1885 Hunter & Sands photographic gun
One of the earliest gun cameras was manufactured by Hunter & Sands way back in 1885! The company was founded in 1874 and initially known as Hunter & Sands before changing it to Sands & Hunter in 1883 . The company traded right up to the late 1950s. Patents issued in the 1880s were in the names of C. Sands, H.C. Sands and John James Hunter. The longer, two-handed design meant it could take a steadier image than the Revolver Camera of the time. It could also take 18 images before being reloaded, a significant increase from the four image limit of the Revolver Camera. What makes this interesting to me is that both take inspiration from gun technology in attempts to improve the camera’s abilities. From the 1880s, hand-held exposures became possible for the first time because of the introduction of gelatin-silver bromide emulsion plates. For the first time, the photographer could snatch a picture of a person without his/her agreement or participation. With the snapshot camera anyone at any time could be the victim of an embarrassing or incriminating picture. And the amateur knew and capitalised on this fact. It became the rage to candidly capture unsuspecting people in awkward poses. In that regard nothing much has changed since the 1800s.
Pic Credit © National Media Museum / Science & Society Picture Library - All rights reserved.
A mobile photographer could ignore the restraints of common decency and good manners. The public retaliated by writing irate letters to the press, calling for a law banning photography in public, forming vigilante groups to "protect" decent citizens from the outrages against proper behaviour perpetrated by what they considered "smug" photographers even going so far as to advocate violence against their equipment, and person. Photographers fought back. in journals encouraging the enthusiastic amateur to "take the precaution to carry a thick stick as part of their equipment, otherwise they may find their cameras reduced to a wreck in consequence of their inability to defend themselves. At that time the growing fascination for snapshots of strangers had given rise to a vociferous anti-photography movement in the early 1880s. Sands' rifle stocked camera gun, aimed at people in public, was not likely to dispel the growing notion that photographers were callous, uncaring aggressors. "One writer advocated its use stating "that a small revolver may on occasion be a not altogether undesirable addition to the kit; or perhaps some enterprising inventor will combine 'a shooting instrument with a shutter. " A means to intimidate the public back then perhaps?

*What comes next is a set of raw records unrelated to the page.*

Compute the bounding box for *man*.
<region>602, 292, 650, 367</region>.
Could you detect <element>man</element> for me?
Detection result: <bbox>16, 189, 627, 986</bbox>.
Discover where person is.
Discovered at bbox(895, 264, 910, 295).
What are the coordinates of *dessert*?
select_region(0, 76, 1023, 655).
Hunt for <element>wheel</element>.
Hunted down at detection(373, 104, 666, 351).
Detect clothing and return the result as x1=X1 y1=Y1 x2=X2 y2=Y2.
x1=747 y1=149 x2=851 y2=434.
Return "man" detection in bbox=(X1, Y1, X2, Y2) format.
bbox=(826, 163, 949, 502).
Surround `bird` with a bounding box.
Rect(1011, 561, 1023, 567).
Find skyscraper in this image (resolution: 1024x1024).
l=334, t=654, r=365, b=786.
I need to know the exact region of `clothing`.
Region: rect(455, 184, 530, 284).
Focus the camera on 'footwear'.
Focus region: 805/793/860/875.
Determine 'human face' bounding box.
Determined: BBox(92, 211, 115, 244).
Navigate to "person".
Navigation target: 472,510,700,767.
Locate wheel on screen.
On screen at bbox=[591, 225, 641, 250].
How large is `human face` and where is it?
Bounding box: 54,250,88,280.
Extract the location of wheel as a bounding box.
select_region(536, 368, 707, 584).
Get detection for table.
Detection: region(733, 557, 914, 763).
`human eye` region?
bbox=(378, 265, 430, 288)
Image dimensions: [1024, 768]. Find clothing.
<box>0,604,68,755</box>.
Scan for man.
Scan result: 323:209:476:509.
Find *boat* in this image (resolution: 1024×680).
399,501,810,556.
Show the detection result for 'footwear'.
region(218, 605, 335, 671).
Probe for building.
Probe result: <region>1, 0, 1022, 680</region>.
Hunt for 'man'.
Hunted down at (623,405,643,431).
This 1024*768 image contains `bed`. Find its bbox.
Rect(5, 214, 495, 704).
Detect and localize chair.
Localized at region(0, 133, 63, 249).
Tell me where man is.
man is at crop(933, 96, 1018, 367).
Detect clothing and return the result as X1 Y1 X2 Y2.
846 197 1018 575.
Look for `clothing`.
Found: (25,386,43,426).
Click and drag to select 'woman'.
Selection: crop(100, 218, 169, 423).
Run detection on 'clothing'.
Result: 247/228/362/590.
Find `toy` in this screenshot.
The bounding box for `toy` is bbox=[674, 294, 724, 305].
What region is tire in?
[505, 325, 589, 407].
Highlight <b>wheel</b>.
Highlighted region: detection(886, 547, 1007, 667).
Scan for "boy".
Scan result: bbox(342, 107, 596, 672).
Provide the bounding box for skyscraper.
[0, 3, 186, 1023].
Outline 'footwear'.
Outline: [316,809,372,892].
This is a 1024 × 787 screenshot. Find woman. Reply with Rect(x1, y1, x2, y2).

With monopod of the 1800's?
To take a picture with this camera, it is held like a rifle and aimed through conventional gun sights, the image being viewed on a ground glass screen. One of the two cylinders behind the barrel holds 18 circular plates 1.5 inches (3.8cm) in. A plate is passed from the cylinder to the barrel where it can be exposed by operating a shutter. The exposed plate is then transferred to the second cylinder by rotating a circular plate.
A journal of the time, pointed out that its "extremely murderous appearance might cause the user to be subject to rather unceremonious treatment if he were endeavouring to secure a portrait of an Irish landlord or of the Queen. ' (The Photographic News, 9 December 1881, p. 588. This report also contains a clear drawing of the photographic gun.